Building and executing upon a sound distribution strategy involves many factors, and the first, perhaps the most important, is understanding your market objectives.  For companies that make software and other products that means:  Who are your clients?  What are their budgets?  On what platforms will your product operate?  Do you have revenue breakdowns by partner, rep and channel?  Do you know SG&A as a percentage of revenue?  What about market share, contract size, channel turns and sell through?  Service companies should be able to describe who their new clients will be; the engagement size, length and control; average billing rates; gross margins; and utilization rate.  Only by first having a reasonable picture of these quantitative factors can you start planning a mix of distribution channels to achieve your goals.

And, when it comes to distribution, “mix” is the key word.  Burton provided an overview of the value and usefulness of channel alternatives, and stressed the importance of a balanced distribution matrix.  He said, “Every organization, regardless of what they sell, should have multiple paths and means over distribution.  It doesn’t have to be put together all at once, but, if you have only one means of sales, you have much too high a risk quotient to be able to sustain success and have the economic return that you need.”

The Matrix Of Distribution Channels

Direct               Highest cost; High value product; Long sales cycle;
High complexity; Secure customers long term

Resellers & Integrators     
High volumes; Training & incentives; Marketing & leads key; Great c
ompetition for attention; Channel conflict possible

Telesales         Good alternative or parallel to others; Lower cost; High  margin; More “contacts”

Distributors      Component sales; Little control; Little customer contact

Partners           Lead generators; Endorsement; Little control; More marketing than sales

Web-Based      Highly effective for cost management; Marketing cost could be high; Strong equalizer and disintermediator; Used in concert with other methods

Burton’s discussion included specific tips and examples on these and other topics, such as analyzing your client capture techniques, pre-selling for customer input, laying a distribution groundwork, the relative use and effectiveness of partnerships and more, all of which can be found in the session transcript.

At the highest level, however, it all comes down to knowing and understanding your market.  On one side that means understanding the business costs, economics and return.  Are you creating a market or servicing one?  Do you have people on your team who understand the specific market and how to best reach it?  But, most of all, it means understanding your clients.  Why do they need your product?  Is there a budget for it?  How will you build an ongoing relationship with them?  The need to understand your customers and their goals is becoming increasingly important in a world of technological change, diversity and globalization, a theme Burton picked up from Mario Morino’s opening presentation on his recent trip to the World Economic Forum in Davos, Switzerland (see sidebar).

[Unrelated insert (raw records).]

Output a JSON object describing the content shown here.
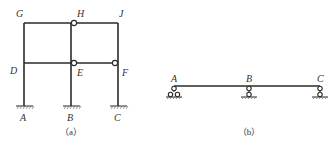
{
  "figure_a": {
    "caption": "（a）",
    "node_labels": {
      "G": "G",
      "H": "H",
      "J": "J",
      "D": "D",
      "E": "E",
      "F": "F",
      "A": "A",
      "B": "B",
      "C": "C"
    },
    "hinges": [
      "H",
      "E",
      "F"
    ],
    "supports": [
      "A: fixed",
      "B: fixed",
      "C: fixed"
    ]
  },
  "figure_b": {
    "caption": "（b）",
    "node_labels": {
      "A": "A",
      "B": "B",
      "C": "C"
    },
    "supports": [
      "A: roller",
      "B: pin",
      "C: pin"
    ]
  },
  "colors": {
    "line": "#2a2a2a",
    "text": "#333333",
    "background": "#ffffff"
  }
}
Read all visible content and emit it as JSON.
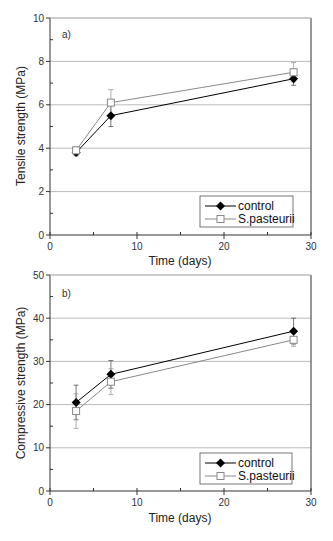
{
  "chart_data": [
    {
      "type": "line",
      "panel": "a)",
      "title": "",
      "xlabel": "Time (days)",
      "ylabel": "Tensile strength (MPa)",
      "xlim": [
        0,
        30
      ],
      "ylim": [
        0,
        10
      ],
      "xticks": [
        0,
        10,
        20,
        30
      ],
      "yticks": [
        0,
        2,
        4,
        6,
        8,
        10
      ],
      "grid": "horizontal",
      "legend_position": "lower right",
      "x": [
        3,
        7,
        28
      ],
      "series": [
        {
          "name": "control",
          "marker": "filled-diamond",
          "values": [
            3.8,
            5.5,
            7.2
          ],
          "errors": [
            0.15,
            0.5,
            0.3
          ]
        },
        {
          "name": "S.pasteurii",
          "marker": "open-square",
          "values": [
            3.9,
            6.1,
            7.5
          ],
          "errors": [
            0.15,
            0.6,
            0.45
          ]
        }
      ]
    },
    {
      "type": "line",
      "panel": "b)",
      "title": "",
      "xlabel": "Time (days)",
      "ylabel": "Compressive strength (MPa)",
      "xlim": [
        0,
        30
      ],
      "ylim": [
        0,
        50
      ],
      "xticks": [
        0,
        10,
        20,
        30
      ],
      "yticks": [
        0,
        10,
        20,
        30,
        40,
        50
      ],
      "grid": "horizontal",
      "legend_position": "lower right",
      "x": [
        3,
        7,
        28
      ],
      "series": [
        {
          "name": "control",
          "marker": "filled-diamond",
          "values": [
            20.5,
            27.0,
            37.0
          ],
          "errors": [
            4.0,
            3.2,
            3.0
          ]
        },
        {
          "name": "S.pasteurii",
          "marker": "open-square",
          "values": [
            18.5,
            25.3,
            35.0
          ],
          "errors": [
            4.0,
            3.0,
            1.5
          ]
        }
      ]
    }
  ],
  "labels": {
    "top": {
      "panel": "a)",
      "xlabel": "Time (days)",
      "ylabel": "Tensile strength (MPa)",
      "xticks": [
        "0",
        "10",
        "20",
        "30"
      ],
      "yticks": [
        "0",
        "2",
        "4",
        "6",
        "8",
        "10"
      ],
      "legend": [
        "control",
        "S.pasteurii"
      ]
    },
    "bottom": {
      "panel": "b)",
      "xlabel": "Time (days)",
      "ylabel": "Compressive strength (MPa)",
      "xticks": [
        "0",
        "10",
        "20",
        "30"
      ],
      "yticks": [
        "0",
        "10",
        "20",
        "30",
        "40",
        "50"
      ],
      "legend": [
        "control",
        "S.pasteurii"
      ]
    }
  },
  "colors": {
    "control": "#000000",
    "pasteurii_line": "#888888",
    "pasteurii_fill": "#ffffff",
    "grid": "#bbbbbb",
    "axis": "#333333"
  }
}
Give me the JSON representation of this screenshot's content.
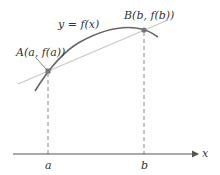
{
  "diagram": {
    "type": "secant-line-on-curve",
    "curve_label": "y = f(x)",
    "point_a_label": "A(a, f(a))",
    "point_b_label": "B(b, f(b))",
    "x_axis_label": "x",
    "tick_a_label": "a",
    "tick_b_label": "b"
  },
  "colors": {
    "curve": "#666666",
    "secant": "#c8c8c8",
    "axis": "#555555",
    "dashed": "#888888",
    "point": "#777777",
    "text": "#333333"
  }
}
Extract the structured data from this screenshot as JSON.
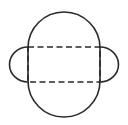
{
  "diagram": {
    "type": "geometric-outline",
    "stroke_color": "#2a2a2a",
    "background_color": "#ffffff",
    "stroke_width": 1.6,
    "body": {
      "shape": "stadium",
      "left": 28,
      "right": 100,
      "top": 12,
      "bottom": 117,
      "cap_radius": 36
    },
    "dashed_rect": {
      "x": 28,
      "y": 47,
      "width": 72,
      "height": 35,
      "dash": "6 3.5"
    },
    "side_tabs": [
      {
        "side": "left",
        "cx": 28,
        "cy": 64.5,
        "r": 18.5
      },
      {
        "side": "right",
        "cx": 100,
        "cy": 64.5,
        "r": 18.5
      }
    ]
  }
}
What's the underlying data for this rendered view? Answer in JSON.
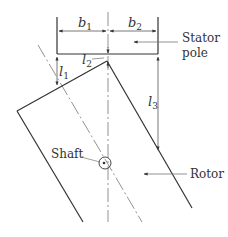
{
  "diagram": {
    "type": "stator-rotor-geometry",
    "labels": {
      "b1": "b",
      "b1_sub": "1",
      "b2": "b",
      "b2_sub": "2",
      "l1": "l",
      "l1_sub": "1",
      "l2": "l",
      "l2_sub": "2",
      "l3": "l",
      "l3_sub": "3",
      "stator_line1": "Stator",
      "stator_line2": "pole",
      "shaft": "Shaft",
      "rotor": "Rotor"
    },
    "colors": {
      "line": "#333333",
      "thin_line": "#777777",
      "text": "#333333"
    }
  }
}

And it is every bit as important to understand the “nots” of distribution strategy.  According to Burton, for example, “The Internet is not a market, it’s a channel.”  Misunderstanding that may have been one of the causes for some of the more quizzical startups during the dot.com craze.  Consider the Internet as one of the factors in your matrix for sales, marketing and customer support, not as an end point.  Similarly, said Burton, sales and distribution are not the same as marketing, though he added, “You cannot do sales and distribution without marketing.”  Finding the right mix for customer capture and retention at different stages of growth is what it’s all about for your company, and what VCs will expect to hear about more consistently, clearly, and with more realistic numbers.